Elsewhere, trouble emerged for Putin in the mass call-up he ordered of Russians to active military duty.

The order has triggered a mass exodus of Russian men, fueled protests across many regions, and sparked acts violence. A gunman opened fire on Monday at an enlistment center in a Siberian town and seriously wounded the chief military recruit officer. Other enlistment offices had also been subject to arson attacks.

One destination of fleeing Russian men is Kazakhstan, which reported Tuesday that about 98,000 Russians have crossed into Kazakhstan over the past week.

The European Union’s border and coast guard agency says 66,000 Russian citizens entered the 27-nation bloc from Sept. 19 to 25, a 30% increase over the preceding week. Russian officials attempted to intercept some fleeing reservists along one of the main exodus routes by issuing conscription notices at the Georgian border. According to the state-run TASS agency a task force for enlistment was handing out notices at Verkhnii Lars checkpoint where 5 cars were lining up. Independent Russian news sources reported unverified claims that draft-age men would be prohibited from leaving the country after the referendum. As Moscow sought to increase its troops in Ukraine, possibly sending them to support its proxies who have been fighting the separatists for the past eighteen years, Russian shelling continued and claimed lives. Russian barrages killed at least 11 civilians and wounded 18 in 24 hours, Ukraine’s presidential office said Tuesday.

The human toll was also reflected in a U.N. human rights monitoring mission’s first comprehensive look at violations and abuses Russia and Ukraine committed between Feb. 1 and July 31, the first five months of Russia’s invasion.

Matilda Bogner was the chief of the mission. She stated that Ukrainian prisoners of war had been subject to “systematic” mistreatment after their capture and also after their transfer to Russian-controlled areas in Ukraine and Russia. The Ukraine war continues to be a major topic of international attention. It causes widespread shortages and increases the prices for food and energy, causing a rise in global inequality.
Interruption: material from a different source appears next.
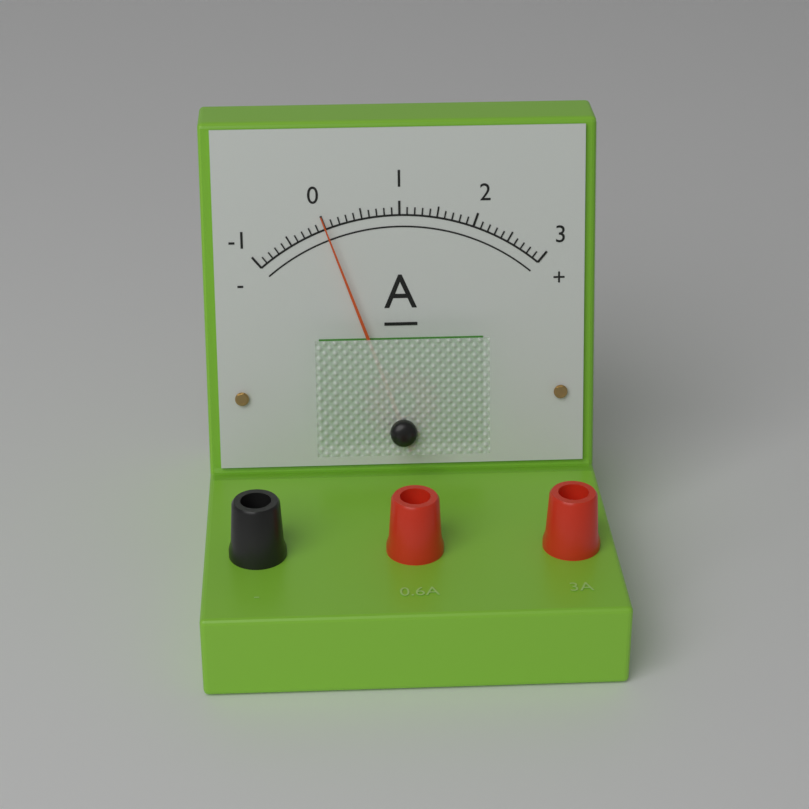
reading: 0.0 A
Talk of nuclear war only exacerbated concerns.

Misery, hardship and other consequences of Russia’s occupation in Ukraine have been a legacy of the areas that Kyiv’s forces retaken. Since March, some people have lived without electricity, running water, or gas.

The war caused an energy crisis in much of Western Europe. German officials saw the disruption of Russian supplies to be a Kremlin power play designed to press Europe over its support of Ukraine. The danger to energy supplies grew after seismologists reported Tuesday that blasts rattled the Baltic Sea, before unusual leaks were discovered at two underground natural gas pipelines connecting Russia and Germany. Experts and leaders in Europe suggested that there was possible sabotage in an energy dispute with Russia. This was triggered by the conflict in Ukraine. The Nord Stream 1 & 2 pipelines were affected by the three leaks. These pipelines are full of natural gas, but do not deliver the fuel to Europe. The damage means that the pipelines will not be able transport any gas to Europe this winter, even if there is political will to do so.